Identify engineering companies that value technical excellence

This note will describe how you can create a shortlist of engineering consultancies that technically excel amongst their peers. There are two measures we can use to rank companies – award winning projects and number of chartered engineers.

Ranking engineering companies by number of award-winning projects

One way to determine whether a company is technically excellent is to review their past projects and see if they have been recognised by the industry. There are a number of bodies that review and award engineering projects, but for technical excellence, the most significant awards are those awarded by the professional institutions – for structural and civil engineering, the IStructE and ICE respectively.

There are two approaches you could take to this – if there is a specific company you are interested in, the company website should advertise their award winning projects. For example, if you are interested in Buro Happold, their website has a search function (https://www.burohappold.com/search?_sf_s=istructe) . By searching for ‘IstructE’ we find that Buro Happold were shortlisted for 6 IStructE awards in 2019, and won the ‘Supreme Award’.

You can tell a lot from a potential employers website. Do they celebrate their work, and is it recognised and awarded by the professional institutions?

If you would like to create a shortlist of companies that have achieved at the IstructE awards, the IstructE has a page documenting past winners (https://www.istructe.org/structural-awards/winners/past-winners/).

In recent years the IstructE has updated its award categories a number of times, with a current focus on sustainability. Previously awards were given based on category of structure. In 2020 no awards were held due to the COVID pandemic.

Below is a table that summarises the engineering companies that have won these awards from some of the most prominent categories. It may be that one or two of these categories are particularly inspiring to you. By focusing on one or two categories that inspire you, its possible to create a list of award-winning companies that work on projects that interest and excite you.

Some of the companies that appear multiple times are worth noting – BuroHappold, Arup, Webb Yates Engineers and Eckersley O’Callaghan among others. These are clearly companies that place high importance on technical excellence.

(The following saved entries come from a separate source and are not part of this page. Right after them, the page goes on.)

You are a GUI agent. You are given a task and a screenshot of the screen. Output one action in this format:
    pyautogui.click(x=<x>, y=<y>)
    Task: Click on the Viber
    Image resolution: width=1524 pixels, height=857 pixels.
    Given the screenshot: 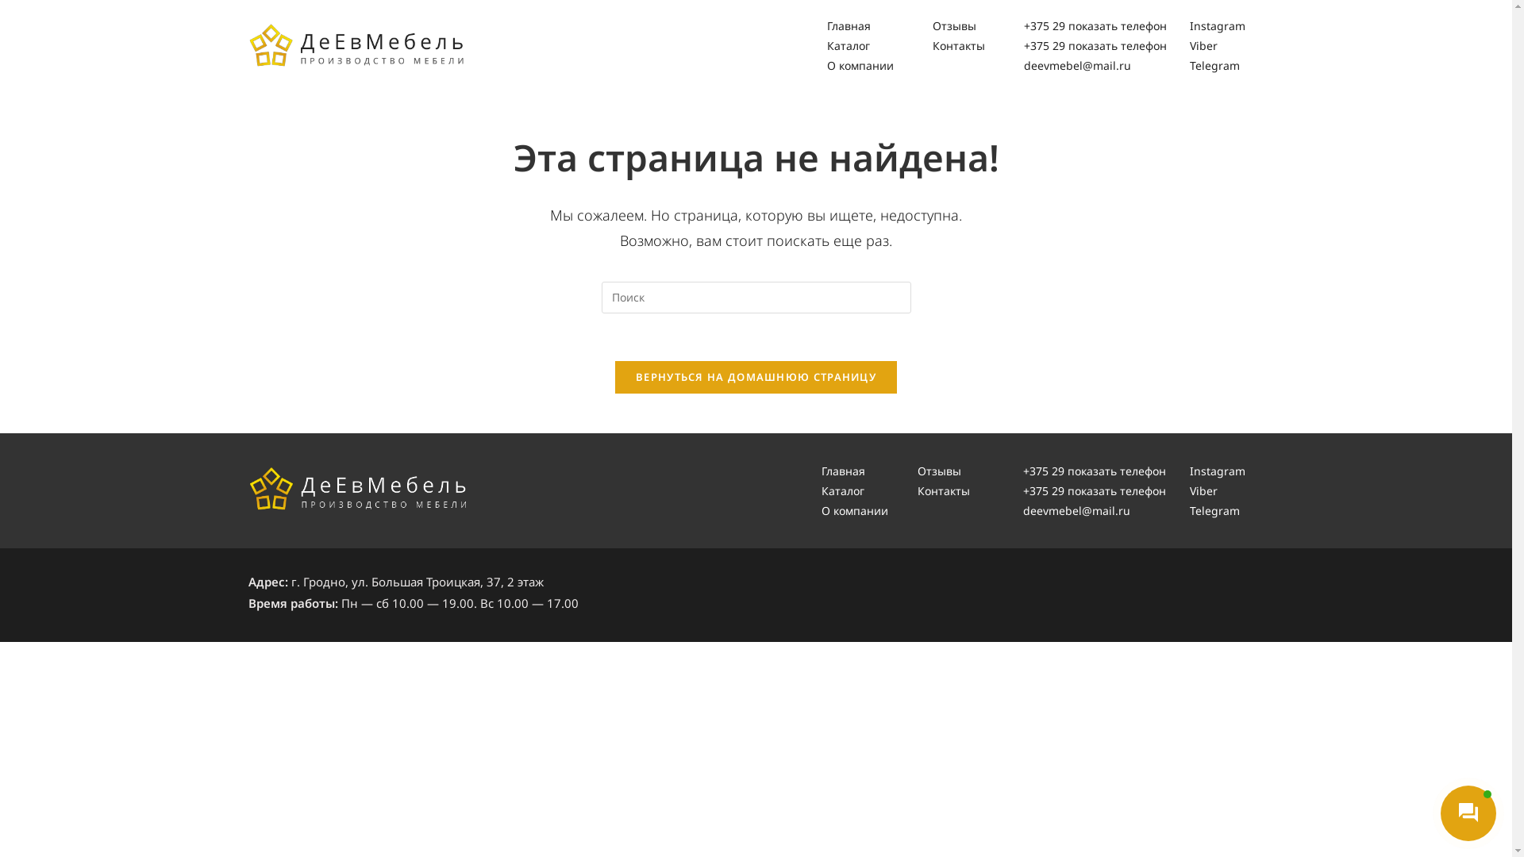 What is the action you would take?
    pyautogui.click(x=1217, y=490)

Ranking engineering companies by number of chartered engineers

Individually, technical excellence can be defined by achieving chartered status by your respective engineering institution. If we can understand how many chartered engineers there are at a company, we get an indication of how much expertise that company has.

There are a couple of ways to try and understand this.

Firstly, if you happen to have a job interview with a company and one of your priorities is technical excellence, it is a good idea to ask how many chartered engineers work at the company. If the interviewer doesn’t directly answer the question, or provides a vague answer, it’s probably because they know the company has a shortcoming in that area.

We can get an indication of this number in other ways. The online publication building.co.uk publishes an annual list of the UK’s top 150 consultants, and top 50 engineers, ranked by total number of chartered staff. For each company featured, the number of chartered staff, as well as total number of engineering staff is tabled. So we can see total number of chartered staff but also calculate the percentage of the total engineering staff that are chartered.

This table is located behind a paywall on the website, but slightly older editions can be found through a google search. The table shows that some of the large well known engineering companies (Mott MacDonald, AECOM, Arup, Ramboll, BuroHappold, Elliot Wood) have somewhere around half of their engineering staff being chartered engineers. This could be considered a very high level of expertise.

For some smaller, well performing companies (AKTII, Price and Myers, Robert Bird) this percentage is closer to 25%. It should be noted that participation in the survey is voluntary and not all engineering companies participate.

If you are prioritising working for a company that highly values technical expertise, you should try to find out what percentage of engineering staff at the company are chartered. If it is 25% or more, then you can be satisfied that you will be working within a company that takes technical excellence seriously, and will support you becoming a chartered engineer.